Half of a medium avocado contains 161 calories, 9 grams of carbohydrates, and 2 grams of protein, as well as 15 grams of fat — most of it oleic acid, a heart-healthy monounsaturated fat. It also provides significant amounts of fiber, potassium, folate, vitamin K, vitamin E, and magnesium.

Avocados also supply phytonutrients such as beta carotene — an antioxidant found to be protective against heart disease and some cancers — and lutein and zeaxanthin, important for maintaining eye health and lowering risk of age-related macular degeneration.

Avocado health benefits

Avocados’ mix of fiber, healthy fat and antioxidants — plus the presence of key minerals involved in supporting healthy blood pressure, like potassium and magnesium — may add up to better heart health.

When researchers at Harvard’s T.H. Chan School of Public Health looked at 30 years of data from some 111,000 people enrolled in the large-scale Health Professionals Follow-Up and Nurses’ Health Studies, they found that those who ate the equivalent of one avocado per week had a 16% lower risk of cardiovascular disease and a 21% lower risk of coronary heart disease than non-avocado eaters. The difference in risk was highest when avocado replaced a half-daily serving of margarine, butter, full-fat dairy products, processed meats, or eggs. (For some, those foods are key sources of saturated fats, linked with higher levels of LDL, or "bad" cholesterol.)

 

Research is also uncovering a possible protective role in type 2 diabetes. For example, one survey of over 6,000 Hispanic/Latino adults (a population with a higher diabetes risk) found that those who reported eating any avocado in the previous two days at the beginning of the study had a 20% lower risk of developing diabetes over six years, compared with those who ate no avocado. For those who had prediabetes at the beginning of the study, the risk reduction was even greater (31%). While a mechanism has yet to be shown, avocados’ high fat and fiber content, which can slow digestion and help prevent blood sugar spikes, may play a role.

Substitute, don’t add

The pile of research connecting avocado eating with better health keeps growing, but it’s important to put the findings in perspective, advises Teresa Fung, a registered dietitian and adjunct professor at the Harvard T.H. Chan School of Public Health. “Avocado is very definitely a healthy food,” she notes, “but remember, it is not a low-calorie food.” Just adding avocado on top of your usual eating is a recipe for unwanted weight gain, she adds.

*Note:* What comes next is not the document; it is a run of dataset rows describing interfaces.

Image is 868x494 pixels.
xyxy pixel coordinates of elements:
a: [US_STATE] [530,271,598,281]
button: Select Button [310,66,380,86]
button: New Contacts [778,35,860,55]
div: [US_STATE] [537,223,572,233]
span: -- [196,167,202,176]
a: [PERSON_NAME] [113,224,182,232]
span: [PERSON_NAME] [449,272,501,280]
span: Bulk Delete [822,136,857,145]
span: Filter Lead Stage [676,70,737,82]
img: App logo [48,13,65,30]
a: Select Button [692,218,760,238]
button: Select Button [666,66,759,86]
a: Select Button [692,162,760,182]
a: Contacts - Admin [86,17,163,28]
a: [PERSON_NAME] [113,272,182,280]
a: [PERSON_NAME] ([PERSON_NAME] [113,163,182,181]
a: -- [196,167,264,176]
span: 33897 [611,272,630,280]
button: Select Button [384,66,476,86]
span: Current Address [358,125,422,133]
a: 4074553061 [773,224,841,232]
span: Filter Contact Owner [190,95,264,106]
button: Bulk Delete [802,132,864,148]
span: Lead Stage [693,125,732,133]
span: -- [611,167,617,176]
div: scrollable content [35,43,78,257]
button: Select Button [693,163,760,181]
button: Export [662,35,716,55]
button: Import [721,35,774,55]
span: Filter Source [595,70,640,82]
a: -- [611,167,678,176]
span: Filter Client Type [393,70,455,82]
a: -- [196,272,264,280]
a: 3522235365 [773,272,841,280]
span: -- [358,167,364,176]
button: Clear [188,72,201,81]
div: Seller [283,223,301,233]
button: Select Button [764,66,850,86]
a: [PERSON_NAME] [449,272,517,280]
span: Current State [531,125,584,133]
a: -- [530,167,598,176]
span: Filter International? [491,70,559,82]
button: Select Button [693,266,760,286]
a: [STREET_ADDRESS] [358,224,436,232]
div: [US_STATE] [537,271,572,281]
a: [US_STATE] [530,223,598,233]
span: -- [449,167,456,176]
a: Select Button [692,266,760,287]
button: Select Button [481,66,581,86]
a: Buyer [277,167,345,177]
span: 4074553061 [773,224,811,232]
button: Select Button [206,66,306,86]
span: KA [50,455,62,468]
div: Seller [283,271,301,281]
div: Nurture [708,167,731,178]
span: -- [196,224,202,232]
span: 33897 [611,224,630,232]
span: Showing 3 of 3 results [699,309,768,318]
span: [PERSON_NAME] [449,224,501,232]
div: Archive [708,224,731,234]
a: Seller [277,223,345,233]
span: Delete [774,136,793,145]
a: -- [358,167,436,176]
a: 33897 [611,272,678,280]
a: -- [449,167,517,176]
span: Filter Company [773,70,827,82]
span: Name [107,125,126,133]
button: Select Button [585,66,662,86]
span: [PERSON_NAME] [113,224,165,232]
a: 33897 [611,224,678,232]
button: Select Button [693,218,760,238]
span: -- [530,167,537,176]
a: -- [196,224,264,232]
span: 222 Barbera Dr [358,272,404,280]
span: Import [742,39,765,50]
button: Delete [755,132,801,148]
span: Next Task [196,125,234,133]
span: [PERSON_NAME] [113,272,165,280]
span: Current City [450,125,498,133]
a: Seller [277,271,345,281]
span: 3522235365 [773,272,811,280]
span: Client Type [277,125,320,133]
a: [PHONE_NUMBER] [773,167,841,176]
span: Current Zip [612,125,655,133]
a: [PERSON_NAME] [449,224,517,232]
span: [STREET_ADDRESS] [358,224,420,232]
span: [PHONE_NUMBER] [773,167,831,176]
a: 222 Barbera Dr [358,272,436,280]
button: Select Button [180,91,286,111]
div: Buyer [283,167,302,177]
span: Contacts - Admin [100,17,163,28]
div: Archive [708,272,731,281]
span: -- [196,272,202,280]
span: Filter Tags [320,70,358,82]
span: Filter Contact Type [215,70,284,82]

Instead, Fung recommends taking a page from the Harvard study. “Look for something else in your diet that you can cut back on a bit to make room for the avocado,” she advises — such as swapping mashed avocado for butter on your morning toast, or replacing the bacon bits in your salad with diced avocado.

Easy avocado ideas

Of course, guacamole (and avocado toast) are go-to ideas when you have an avocado or two on hand, but that’s just the beginning. Here are some other ways to put avocado on your menu.

(Reviewed by Teresa Fung, MS, RD, ScD, contributor and editorial advisory board member at Harvard Health Publishing.)